Benefits in the Melt Shop

The advantages of combining slag and steel analysis are clear:

  • Faster process corrections – Operators can respond in real time to deviations, adjusting slag composition, flux, or oxygen injection as needed.
  • Reduced refractory and electrode wear – Early warnings allow preventive measures before damage occurs.
  • Fewer non-metallic inclusions – Predictive insight enables operators to prevent defects before they form.
  • Improved yield and energy efficiency – Optimized chemistry reduces scrap, lowers energy consumption, and increases consistency.

This combination transforms decision-making in the melt shop. Instead of reacting to issues after the fact, operators can proactively maintain steel quality, improve equipment lifetime, and increase overall efficiency.


Adoption in China – Real-World Proof

After successful integration in Slovenia, Italy, Germany, Turkey, and the USA, laser OES slag analysis is now in daily use in China.

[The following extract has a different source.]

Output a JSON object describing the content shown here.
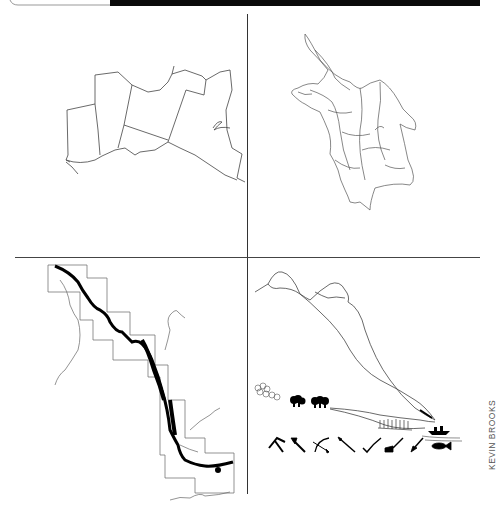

Labs report real-time feedback on every heat, enabling faster and more confident decision-making. Operators can adjust processes based on immediate slag readings while complementing spark OES steel analysis. The side-by-side setup provides clear operational proof that laser OES is fast, reliable, and trustworthy.

Our colleague Alexandra recently commissioned a second QLX9 device at another Chinese steel mill. This demonstrates how quickly teams adopt new technology once they see its benefits. Adoption in China highlights the contrast with other regions where cultural resistance and established routines can slow implementation.

The Chinese experience shows that once operators see that laser OES provides accurate, actionable information, integration into daily practice becomes rapid and smooth.


Top 3 Insights When Slag and Steel Analysis Work Together

  1. Process deviations are visible immediately – Operators can act on desulfurization or inclusion risks in real time.
  2. Equipment protection becomes proactive – Refractory and electrode wear can be addressed before problems escalate.
  3. Quality control moves from reactive to predictive – Scrap decreases, consistency improves, and operator confidence grows.

Conclusion – Better Together

Fast slag analysis alone is powerful. But when combined with state-of-the-art steel OES, it becomes the ultimate tool for modern melt shops.

By providing rapid, reliable insights on both slag and steel, lab managers and operators can see the full picture, act decisively, and optimize every heat.

The adoption in China and around the world proves it: when technology works hand-in-hand with skilled operators, the results are immediate, measurable, and game-changing.